OK, I've been missing for a while. I'm in the midst of trying to graduate, and all of my "Ensemble Sound" priorities have been put aside until after December 19th.
But for now, I'll post articles that I write for my class if they are at all relevant to music.
Last week I had to write an obituary for my reporting class. Of course, I chose Jeff Buckley. Though he's been gone since 1997, the man's work still deserves to be recognized.
www.JeffBuckley.comOfficial MySpace
Jeff Buckley gave the world grace. And not only true grace, but also the 1994 album "Grace" that would forever change Leonard Cohen's "Hallelujah."
Buckley was taken from this earth on the evening of May 29, 1997, when he decided to go for a swim in Wolf River in Tennessee and drowned. He was only 30 years old. Drugs were not a factor.
Buckley was with one of his friends, Keith Foti, on the east bank of the river when he disappeared. According to Foti, the singer was fully clothed when he stepped into the water while listening to music. Buckley was in Memphis recording a new album to follow up "Grace."
This album is now known as "Sketches for my Sweetheart the Drunk." It was released in 1998, just a year after his death. It's a 2-CD, 20-song collection of studio four-track recordings. It was originally supposed to be titled, "My Sweetheart The Drunk." Buckley's mother, Mary Guibert, demanded that all of the songs would stay where Buckley left them, even if parts were missing. The point of this was to preserve the legacy of his music.
And his legacy has been preserved. Many fans of Buckley believe he is one of the greatest musicians of all time.
"From the very beginning I knew what I was hearing was something like I'd never heard before, otherworldly and beautiful — like magic," said Thomas Biggs, a fan of Buckley since 2001. "His voice is the voice of my soul. His music changed myperception not only of music, but love, life and spirituality. Every note sunk into my soul and I felt every word. Somehow this guy whom I'd never met knew exactly how to express every thought, emotion and desire I'd ever had, past and present, and they were all flowing out in angelic waves. To say that Jeff Buckley is important to me is a huge understatement. It's more of a delicate balance between deep appreciation and religious zealotry."
Born in Orange County, Calif., in 1966, Buckley was a music-lover at a young age. His step-father, Ron Moorhead, introduced him to Led Zeppelin, Jimi Hendrix, The Who and Pink Floyd. His mother was also a classically trained pianist and cellist, and Buckley would frequently sing around the house with her.
But Buckley truly took to music at the age of 5 when he found an acoustic guitar in his grandmother's closet.
He continued playing music, and after playing in various cover bands in high school, he attended the Los Angeles Musicians Institute, and then moved to New York in 1990. He went back to Los Angeles after seven months, then returned to New York to unenthusiastically participate in a Tim Buckley tribute concert at Brooklyn's St. Ann's Church in 1991. Tim Buckley was his biological singer/songwriter father. Jeff Buckley only met his father once when he was 8 before he died at the young age of 28 from a heroine overdose.
Though Buckley was hesitant to play at his father's tribute, his performance led him to move back to New York permanently in 1992 to pursue a solo career. His diverse performances in New York's East Village café called Sin-é led him to a contract with Columbia Records in 1993. Live at Sin-é, a four-song EP, was released while Buckley assembled a band to record his full-length debut, "Grace."
Though "Grace" wasn't a huge hit, many critics were impressed, and Buckley toured and promoted the album for almost three years during the "boy band" pop craze.
"I'm not sure he'll ever be fully appreciated, he's known for his beautiful voice, but he's a hugely underrated guitar player and arranger," Biggs said. "Even the artists he grew up listening to had admiration and respect for his talent. He was a rare, once in a millennia talent and had limitless potential to completely revolutionize music. In the era of Nirvana and the Spice Girls, he was truly unique."
And even though he is gone, his career lives on.
Lindsey Brooks, a fan from Georgia, explained what happened the first time she heard "Hallelujah."
"His voice hit me like no other musician's ever had. I didn't really discover him until the year of his death because of all of the articles on him at the time," Brooks said. "I don't think there are that many musicians out there anymore that understand love and live music the way Jeff did. He is the tear that hangs inside our souls forever."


= Task description =
Here are some entries. Print them exactly as they are.

= Data shown =
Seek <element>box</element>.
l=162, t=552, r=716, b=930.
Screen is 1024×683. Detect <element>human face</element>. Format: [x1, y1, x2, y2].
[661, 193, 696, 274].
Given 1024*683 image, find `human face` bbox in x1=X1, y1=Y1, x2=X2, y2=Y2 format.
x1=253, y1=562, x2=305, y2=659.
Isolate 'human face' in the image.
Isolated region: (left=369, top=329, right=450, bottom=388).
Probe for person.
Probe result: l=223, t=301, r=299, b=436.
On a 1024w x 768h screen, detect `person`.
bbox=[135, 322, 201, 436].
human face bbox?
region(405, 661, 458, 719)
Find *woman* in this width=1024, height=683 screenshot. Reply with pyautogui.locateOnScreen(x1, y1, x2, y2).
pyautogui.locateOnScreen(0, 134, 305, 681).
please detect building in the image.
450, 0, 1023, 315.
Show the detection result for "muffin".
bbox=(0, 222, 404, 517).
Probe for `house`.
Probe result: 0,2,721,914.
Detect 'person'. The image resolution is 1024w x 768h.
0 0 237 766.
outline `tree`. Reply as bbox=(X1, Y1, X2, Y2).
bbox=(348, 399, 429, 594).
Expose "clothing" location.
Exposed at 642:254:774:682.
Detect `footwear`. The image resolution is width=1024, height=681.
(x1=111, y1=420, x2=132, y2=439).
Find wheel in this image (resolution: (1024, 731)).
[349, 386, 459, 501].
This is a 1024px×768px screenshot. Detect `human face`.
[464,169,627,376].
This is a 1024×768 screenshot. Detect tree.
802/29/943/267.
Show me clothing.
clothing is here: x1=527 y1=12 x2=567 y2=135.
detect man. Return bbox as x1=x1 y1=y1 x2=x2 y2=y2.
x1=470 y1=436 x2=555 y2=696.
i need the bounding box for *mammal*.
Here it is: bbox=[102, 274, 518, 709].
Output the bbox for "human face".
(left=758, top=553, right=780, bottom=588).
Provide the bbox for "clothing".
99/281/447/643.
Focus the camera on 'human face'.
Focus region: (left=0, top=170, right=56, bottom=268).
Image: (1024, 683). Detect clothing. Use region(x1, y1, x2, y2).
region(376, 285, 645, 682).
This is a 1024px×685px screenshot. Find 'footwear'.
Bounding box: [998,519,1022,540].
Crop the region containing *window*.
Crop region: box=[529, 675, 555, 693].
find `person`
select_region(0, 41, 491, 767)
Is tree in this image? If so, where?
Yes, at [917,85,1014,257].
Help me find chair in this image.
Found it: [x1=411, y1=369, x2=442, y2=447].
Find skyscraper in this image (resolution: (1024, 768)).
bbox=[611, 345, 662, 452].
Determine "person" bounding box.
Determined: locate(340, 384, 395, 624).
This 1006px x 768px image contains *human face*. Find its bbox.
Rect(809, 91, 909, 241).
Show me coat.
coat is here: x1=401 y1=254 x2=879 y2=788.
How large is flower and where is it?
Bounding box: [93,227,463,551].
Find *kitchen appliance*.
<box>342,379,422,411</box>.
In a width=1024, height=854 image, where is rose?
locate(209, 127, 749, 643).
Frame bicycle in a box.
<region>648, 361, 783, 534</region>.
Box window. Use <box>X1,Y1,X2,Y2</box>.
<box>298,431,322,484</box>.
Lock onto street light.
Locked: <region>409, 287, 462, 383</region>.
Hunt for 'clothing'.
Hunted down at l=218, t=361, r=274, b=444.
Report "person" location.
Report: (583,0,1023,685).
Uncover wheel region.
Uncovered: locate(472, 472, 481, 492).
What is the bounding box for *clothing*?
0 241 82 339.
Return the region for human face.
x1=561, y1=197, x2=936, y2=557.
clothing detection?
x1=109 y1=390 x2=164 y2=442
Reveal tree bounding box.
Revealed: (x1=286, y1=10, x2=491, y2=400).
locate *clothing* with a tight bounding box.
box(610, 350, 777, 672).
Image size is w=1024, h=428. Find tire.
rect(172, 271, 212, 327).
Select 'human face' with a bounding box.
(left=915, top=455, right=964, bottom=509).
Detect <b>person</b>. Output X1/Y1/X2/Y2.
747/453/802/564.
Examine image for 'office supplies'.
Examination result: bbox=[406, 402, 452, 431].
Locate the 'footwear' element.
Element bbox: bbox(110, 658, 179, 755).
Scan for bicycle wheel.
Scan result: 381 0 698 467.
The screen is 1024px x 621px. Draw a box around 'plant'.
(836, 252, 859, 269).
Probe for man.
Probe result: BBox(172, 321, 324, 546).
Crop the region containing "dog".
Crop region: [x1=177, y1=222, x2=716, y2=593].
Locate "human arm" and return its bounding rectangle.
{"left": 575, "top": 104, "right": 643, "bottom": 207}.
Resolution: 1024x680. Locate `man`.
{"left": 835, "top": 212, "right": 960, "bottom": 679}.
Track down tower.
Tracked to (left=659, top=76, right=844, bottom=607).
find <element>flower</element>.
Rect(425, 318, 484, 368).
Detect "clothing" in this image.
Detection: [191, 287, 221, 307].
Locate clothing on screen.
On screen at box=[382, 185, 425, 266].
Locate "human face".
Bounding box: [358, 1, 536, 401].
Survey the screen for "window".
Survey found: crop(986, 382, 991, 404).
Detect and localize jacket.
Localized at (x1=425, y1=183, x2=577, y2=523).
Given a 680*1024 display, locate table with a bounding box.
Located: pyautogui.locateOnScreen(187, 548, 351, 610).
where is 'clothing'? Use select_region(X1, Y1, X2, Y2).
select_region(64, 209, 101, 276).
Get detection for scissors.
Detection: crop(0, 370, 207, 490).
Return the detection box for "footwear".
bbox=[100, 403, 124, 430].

= Result below =
Seek <element>box</element>.
l=162, t=552, r=716, b=930.
Screen is 1024×683. Detect <element>human face</element>. Format: [x1, y1, x2, y2].
[661, 193, 696, 274].
Given 1024*683 image, find `human face` bbox in x1=X1, y1=Y1, x2=X2, y2=Y2 format.
x1=253, y1=562, x2=305, y2=659.
Isolate 'human face' in the image.
Isolated region: (left=369, top=329, right=450, bottom=388).
Probe for person.
Probe result: l=223, t=301, r=299, b=436.
On a 1024w x 768h screen, detect `person`.
bbox=[135, 322, 201, 436].
human face bbox?
region(405, 661, 458, 719)
Find *woman* in this width=1024, height=683 screenshot. Reply with pyautogui.locateOnScreen(x1, y1, x2, y2).
pyautogui.locateOnScreen(0, 134, 305, 681).
please detect building in the image.
450, 0, 1023, 315.
Show the detection result for "muffin".
bbox=(0, 222, 404, 517).
Probe for `house`.
Probe result: 0,2,721,914.
Detect 'person'. The image resolution is 1024w x 768h.
0 0 237 766.
outline `tree`. Reply as bbox=(X1, Y1, X2, Y2).
bbox=(348, 399, 429, 594).
Expose "clothing" location.
Exposed at 642:254:774:682.
Detect `footwear`. The image resolution is width=1024, height=681.
(x1=111, y1=420, x2=132, y2=439).
Find wheel in this image (resolution: (1024, 731)).
[349, 386, 459, 501].
This is a 1024px×768px screenshot. Detect `human face`.
[464,169,627,376].
This is a 1024×768 screenshot. Detect tree.
802/29/943/267.
Show me clothing.
clothing is here: x1=527 y1=12 x2=567 y2=135.
detect man. Return bbox as x1=x1 y1=y1 x2=x2 y2=y2.
x1=470 y1=436 x2=555 y2=696.
i need the bounding box for *mammal*.
Here it is: bbox=[102, 274, 518, 709].
Output the bbox for "human face".
(left=758, top=553, right=780, bottom=588).
Provide the bbox for "clothing".
99/281/447/643.
Focus the camera on 'human face'.
Focus region: (left=0, top=170, right=56, bottom=268).
Image: (1024, 683). Detect clothing. Use region(x1, y1, x2, y2).
region(376, 285, 645, 682).
This is a 1024px×685px screenshot. Find 'footwear'.
Bounding box: [998,519,1022,540].
Crop the region containing *window*.
Crop region: box=[529, 675, 555, 693].
find `person`
select_region(0, 41, 491, 767)
Is tree in this image? If so, where?
Yes, at [917,85,1014,257].
Help me find chair in this image.
Found it: [x1=411, y1=369, x2=442, y2=447].
Find skyscraper in this image (resolution: (1024, 768)).
bbox=[611, 345, 662, 452].
Determine "person" bounding box.
Determined: locate(340, 384, 395, 624).
This 1006px x 768px image contains *human face*. Find its bbox.
Rect(809, 91, 909, 241).
Show me coat.
coat is here: x1=401 y1=254 x2=879 y2=788.
How large is flower and where is it?
Bounding box: [93,227,463,551].
Find *kitchen appliance*.
<box>342,379,422,411</box>.
In a width=1024, height=854 image, where is rose?
locate(209, 127, 749, 643).
Frame bicycle in a box.
<region>648, 361, 783, 534</region>.
Box window. Use <box>X1,Y1,X2,Y2</box>.
<box>298,431,322,484</box>.
Lock onto street light.
Locked: <region>409, 287, 462, 383</region>.
Hunt for 'clothing'.
Hunted down at l=218, t=361, r=274, b=444.
Report "person" location.
Report: (583,0,1023,685).
Uncover wheel region.
Uncovered: locate(472, 472, 481, 492).
What is the bounding box for *clothing*?
0 241 82 339.
Return the region for human face.
x1=561, y1=197, x2=936, y2=557.
clothing detection?
x1=109 y1=390 x2=164 y2=442
Reveal tree bounding box.
Revealed: (x1=286, y1=10, x2=491, y2=400).
locate *clothing* with a tight bounding box.
box(610, 350, 777, 672).
Image size is w=1024, h=428. Find tire.
rect(172, 271, 212, 327).
Select 'human face' with a bounding box.
(left=915, top=455, right=964, bottom=509).
Detect <b>person</b>. Output X1/Y1/X2/Y2.
747/453/802/564.
Examine image for 'office supplies'.
Examination result: bbox=[406, 402, 452, 431].
Locate the 'footwear' element.
Element bbox: bbox(110, 658, 179, 755).
Scan for bicycle wheel.
Scan result: 381 0 698 467.
The screen is 1024px x 621px. Draw a box around 'plant'.
(836, 252, 859, 269).
Probe for man.
Probe result: BBox(172, 321, 324, 546).
Crop the region containing "dog".
Crop region: [x1=177, y1=222, x2=716, y2=593].
Locate "human arm" and return its bounding rectangle.
{"left": 575, "top": 104, "right": 643, "bottom": 207}.
Resolution: 1024x680. Locate `man`.
{"left": 835, "top": 212, "right": 960, "bottom": 679}.
Track down tower.
Tracked to (left=659, top=76, right=844, bottom=607).
find <element>flower</element>.
Rect(425, 318, 484, 368).
Detect "clothing" in this image.
Detection: [191, 287, 221, 307].
Locate clothing on screen.
On screen at box=[382, 185, 425, 266].
Locate "human face".
Bounding box: [358, 1, 536, 401].
Survey the screen for "window".
Survey found: crop(986, 382, 991, 404).
Detect and localize jacket.
Localized at (x1=425, y1=183, x2=577, y2=523).
Given a 680*1024 display, locate table with a bounding box.
Located: pyautogui.locateOnScreen(187, 548, 351, 610).
where is 'clothing'? Use select_region(X1, Y1, X2, Y2).
select_region(64, 209, 101, 276).
Get detection for scissors.
Detection: crop(0, 370, 207, 490).
Return the detection box for "footwear".
bbox=[100, 403, 124, 430].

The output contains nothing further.